Charity begins with understanding real-world choices and unintended consequences.

Examples

  • Bolivians earning $2,000 annually in Brazilian sweatshops, compared to $600 farming.
  • Poorer nations excluded from Fairtrade participation.
  • Most of Fairtrade’s premium costs never reaching producers directly.

7. Evaluate Actual Programs, Not Perceptions

What an organization does is more important than how it looks on paper. Avoid being swayed by promotional efforts and instead analyze the charity's real impact.

For example, a flashy social media campaign might disguise inefficiencies or irrelevant efforts. In contrast, a lesser-known initiative addressing clean water or malaria prevention could save countless lives.

Seek evidence-backed causes, avoiding decisions based purely on emotional stories or high budgets.

Examples

  • Gravity Water providing clean water access alongside measurable benefits.
  • Charities funneling money toward public relations rather than impactful services.
  • Donating based on track records versus emotional appeals or viral campaigns.

8. Act Rationally with Donations

Give with purpose by considering the scope and depth of your contribution. Instead of sporadic decisions, develop a donation system that reflects long-term goals.

Monthly donations simplify this process.
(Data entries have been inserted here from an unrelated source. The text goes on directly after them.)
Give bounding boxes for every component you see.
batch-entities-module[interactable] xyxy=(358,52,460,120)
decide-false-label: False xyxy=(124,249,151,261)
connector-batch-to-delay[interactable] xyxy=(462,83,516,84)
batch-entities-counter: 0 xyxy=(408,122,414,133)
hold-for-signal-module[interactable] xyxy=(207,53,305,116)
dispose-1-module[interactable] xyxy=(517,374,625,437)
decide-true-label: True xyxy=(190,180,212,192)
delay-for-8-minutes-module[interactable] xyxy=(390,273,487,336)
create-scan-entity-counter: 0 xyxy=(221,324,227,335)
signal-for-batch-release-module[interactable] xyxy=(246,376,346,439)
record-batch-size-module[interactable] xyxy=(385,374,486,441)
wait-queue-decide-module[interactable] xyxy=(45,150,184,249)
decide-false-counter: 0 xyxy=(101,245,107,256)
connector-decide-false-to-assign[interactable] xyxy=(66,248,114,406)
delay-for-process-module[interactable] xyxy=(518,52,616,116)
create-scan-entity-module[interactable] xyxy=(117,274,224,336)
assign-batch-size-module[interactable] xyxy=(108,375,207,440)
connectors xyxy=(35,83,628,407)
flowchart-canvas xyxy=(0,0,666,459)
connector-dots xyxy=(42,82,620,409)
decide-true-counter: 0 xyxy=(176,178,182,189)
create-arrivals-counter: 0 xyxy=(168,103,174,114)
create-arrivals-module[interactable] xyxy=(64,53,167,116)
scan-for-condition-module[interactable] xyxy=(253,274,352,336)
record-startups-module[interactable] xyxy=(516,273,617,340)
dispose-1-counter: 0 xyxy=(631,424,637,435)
For instance, giving 10% of a consistent income strategically to effective organizations helps ensure maximum benefit.

Critical thinking and consistency make your contributions powerful, creating real progress rather than short-lived goodwill.

Examples

  • Monthly plans ensuring consistent support to trusted charities.
  • Encouraging sustainable giving over one-time emotional reactions.
  • Choosing causes based on rational outcomes and measurable results.

9. Small Acts Can Have Broad Effects

Even seemingly small acts, like deliberate purchases or supporting specific industries, can shape lives and future opportunities positively.

Consider daily decisions: buying sustainable products, funding education scholarships, or backing microfinance loans empowers individuals worldwide. These small steps transform broad systems when scaled.

Daily choices hold the potential to ripple through global challenges, showing that consistent effort matters.

Examples

  • Microloans helping small businesses lift families from poverty.
  • Sustainable products leading to broader environmental impacts.
  • Supporting educational access creating lifelong opportunities.

Takeaways

  1. Calculate the impact of your donations through expected value and prioritize underfunded causes for better results.
  2. Focus on measurable outcomes and counterfactuals when evaluating charitable actions or career paths.
  3. Set up a habit of regular giving, such as donating a percentage of your income monthly to thoughtfully chosen charities.